Convicted on Three Counts; Fine Levied for Negligence

NO WRITER ATTRIBUTED

Denis D. Barber '60 was found guilty last week of three out of six charges arising from an accident in Back Bay on March 20, where he injured Robert Stevens of Jamaica Plain. Barber was acquitted of driving under the influence of alcohol and driving an uninsured and unregistered automobile.

Judge Theodore A. Glynn, Jr. gave the Leverett House junior a three-month suspended sentence for leaving the scene of an accident and failure to identify, a $50 fine for negligent driving, and placed the charge of driving the wrong way on a one-way street on file.

An M.D.C. detective, off duty, stopped the car at Boylston and Charles Sts., where Barber had driven from the scene of the accident, on Columbus Ave., near the Statler Hotel.

Driver "Confused"

Testifying on his own behalf, Barber told the court that "the first time I saw the injured man was at the moment of impact." He stated that he was "very confused" and neither accelerated nor slowed down after the accident.
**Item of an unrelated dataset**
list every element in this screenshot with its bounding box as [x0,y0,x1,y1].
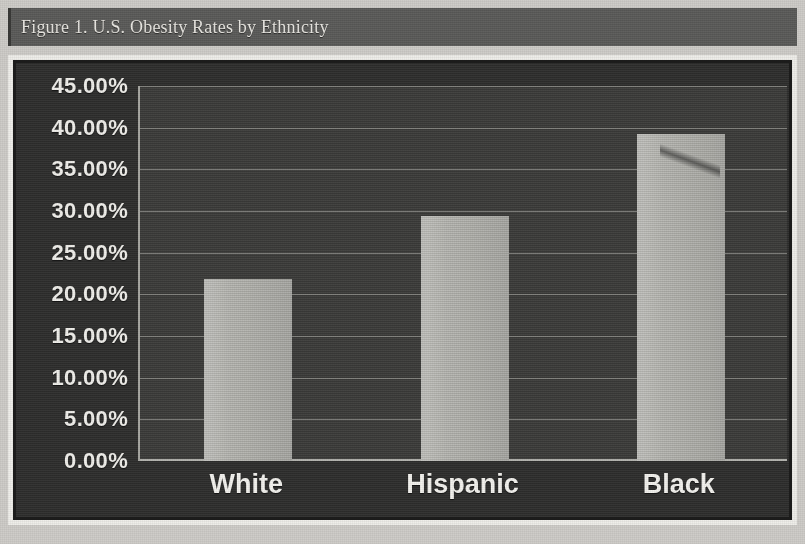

He did not know Columbus Ave. was one-way when he entered it, but realized when he saw lights coming toward him rather than from behind. Barber said, about the liquor charge, that throughout the evening he had had only two small cups of Bourbon punch at a Yearbook party and a total of four beers at the Palace Bar and the 411 Lounge in Boston.

Barber, a diabetic, had taken insulin at 10:30 a.m. on the morning of the day of the accident. Dr. John C. Wells, associate physician of the University Health Services, testified that at the time of the accident the insulin would have had its maximum action.